David Plotz:Top of Form As an editor, I envy and adore New York Magazine, which we subscribe to even though we live in D.C. It is perfect as a magazine?beautiful, always clever, bold, provocative, fun. I read the New York Times more than I read anything.
Echoey: You've spoken often on the podcast about your previously-held anti-gay marriage views. I was hoping you could elaborate on them, and perhaps explain why you felt that way.
David Plotz: Sure. I went to an all-boys, jocky private school in the mid-?80s. It was a school where homophobia was explicit and never questioned. I absorbed enough of that to make me feel ashamed, and I carried forward homophobic ideas into college. Gay marriage was never really something anyone talked?I probably first heard about it as a serious idea in the mid-?90s. At the time, I thought: oh marriage is special. It is a particular, defined institution for men and women, for historic reasons, and we tinker with it at our peril. I was all for civil unions, but I stumbled at marriage. Then, my then-colleague John Cloud talked to me about gay marriage one day, and explained why it mattered, and why civil union was a non-substitute, and how important it was to be free to love who you love and make a family with that person. And I realized that I had been an idiot, and have been for gay marriage ever since.
NinjaDiscoJesus: What did you think of the inauguration speech yesterday?
David Plotz: Perhaps because I have lived in D.C. for so very long, I have been exhausted with speeches. Any politician worth a dime can deliver a great speech, and most of them can write them. But so what? It is very, very, very rare, vanishingly rare, for a political speech to make a difference in the world. Political change never happens because someone makes a nice speech calling for it. It happens because politicians and interest groups commit political capital and labor and money. The Obama speech was a moving, effective speech, well delivered. I don't think anyone will remember it in a week, much less in a year. Can you remember anything he said at his first inauguration? I can't.

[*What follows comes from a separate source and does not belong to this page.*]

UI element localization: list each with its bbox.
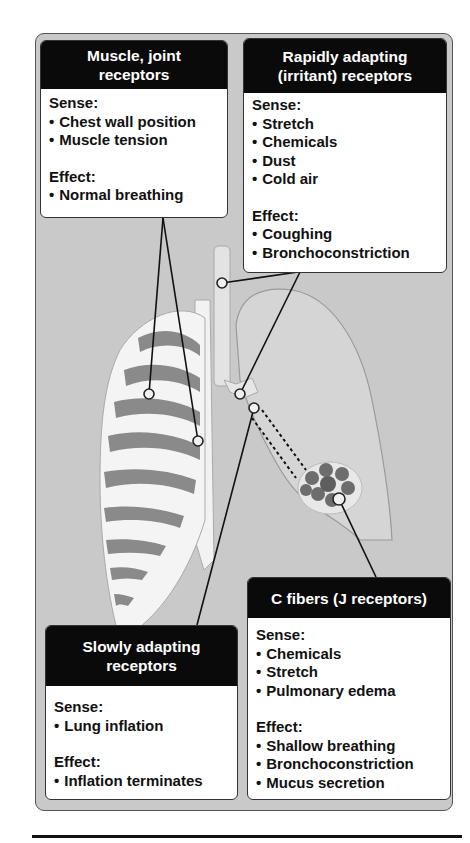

Dankois: Which is your favorite flavor of Fresca? Original citrus, black cherry citrus, or peach citrus?
David Plotz: Original. The black cherry is gross. The peach is vile.
Komputerwelt: What?s your stance on the elections in Israel today?
David Plotz: Incredibly depressed. My wife is Israeli and has lots of relatives over there, and it has become harder and harder to visit. I don't see how Israel backs away from the settler-driven, expansionist, occupationist path it is on.
UVdogastrophe: Other than your fellow Gabfest panelists and your wife, who is the most enjoyable person at Slate with which to argue/discuss political and societal issues?
David Plotz: Love this question! I have the great good fortune to share a hallway with the following murderer's row: Josh Levin, Bill Smee, John Dickerson, Will Dobson, Matt Yglesias, Dan Kois, Will Saletan, Dave Weigel. It is heaven for argument!
For pure office BS-ing, I would say Yglesias. I love economic thinking applied to noneconomic problems, and Matt does that better than anyone I know. But really, every single person at Slate is someone I would happily squabble with.
Mcfors: Who is you favorite vendor at the Dupont Farmer?s Market?
David Plotz: Heinz (sp?), the Swiss guy who sells amazing, unfashionable vegetables. I love his uncompromising ethos, and the kale kills. What about you?